Movie Review by Plugged InLet's start with the suit.
The bomb suit we see in The Hurt Locker is real--100 pounds of tough fabric and steel that looks, for all the world, like a moon-ready space suit, worn to survive strange and hostile worlds. In the 115-degree Iraqi heat, it must feel like a movable dungeon: A semi-mobile pressure cooker that slowly bakes you from the inside out.
No matter. This suit isn't built for comfort. It's built to keep its breathing, sweating cargo alive.
But even in that, it sometimes fails.
It's 2004, and a suited Army sergeant shuffles dustily down what seems to be a deserted Iraqi street. His tiny team of fellow bomb technicians waits behind him. A possible explosive device, buried in a mound of debris, lies ahead of him. And around him, a hundred eyes--curious and apprehensive--watch.

Click.
Bang.
An explosion gashes the street, a beast running in every direction. It catches the sergeant and carries him down, shrapnel burrowing into the suit. Scarlet sprays the inside of his visor.
The sergeant's team grieves the loss. But this is war, and the squad still must do its dangerous duty. So a new suit-wearing, shrapnel-bearing sergeant comes in to make it complete again. Staff Sgt. William James says he's not there to fill anyone's shoes: He just wants to do his job.
But for James, defusing bombs is more than a job: It's a rush--an addictive game of chicken. A box under his bed is full "of stuff that almost killed me"--a bomb switch, a piece of wire, a metal casing. He ignores the team's mechanical, bomb-sniffing rover and instead walks into unknown peril himself. During one particularly hairy disarmament, he strips off the suit, rendering himself unprotected.
"If I'm going to die, I'm going to die comfortable," he says.
Sgt. J.T. Sanborn, James' by-the-book wingman, would be far more comfortable if James would stop rolling the dice on every mission.
"This is suicide, man," Sanborn tells James, as the latter man moves to defuse a bomb

strapped to an Iraqi's chest.
"That's why they call it a suicide bomber, right?" James quips back.
The risks James takes, though, are no laughing matter--particularly for Sanborn, who would very much like to survive long enough to see his plane ticket take him home.
At its core, The Hurt Locker asks a deeply provocative, two-pronged question: Why is it that some people thrive in the middle of a war, and why do they grow to love it so?
James is the film's official case study--a practitioner of one of the Iraq War's most thankless yet most dangerous jobs. And he does it by choice.
"It's a pretty interesting group of people," Mark Boal, who wrote and produced The Hurt Locker, tells salon.com. "You're talking about guys who not only volunteered for the military, which says something in itself, but who volunteered for this super high-risk job. It's a group of people who like evil situations. That's the path they have chosen. Sometimes they can pay a high price for their attraction to risk. It's not unique to the bomb squad. I imagine if you looked at vice detectives in New York City, or firefighters or race-car drivers or war correspondents, you might find the same thing."
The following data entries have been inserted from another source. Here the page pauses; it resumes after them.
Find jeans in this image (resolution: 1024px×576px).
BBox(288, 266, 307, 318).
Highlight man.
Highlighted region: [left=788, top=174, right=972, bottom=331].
James, as played by Jeremy Renner, is in turns sympathetic, heroic, immature and frightening. Is our military better because of people like James? Worse? The film intentionally doesn't tell us. And that may actually be its hidden key to successfully probing the issue. It's as Bryant Frazer writes for deep-focus.com, "The Hurt Locker boils down to an affectionate but ambiguous tribute to the career soldier that's free of condescension, cynicism, or jingoism."
Indeed, The Hurt Locker is undeniably well-crafted and deserves the sky-high accolades it's receiving from many reviewers. But for my purposes in this review, I'll end on a cautionary note: Families enter this war zone at their peril. The film offers us a hard, gritty look at modern warfare, and the view is of an improvised bomb, as it were, seconds away from detonation. It is often not pretty or flattering, and no suit made, no matter how heavy, can protect viewers from its shrapnel.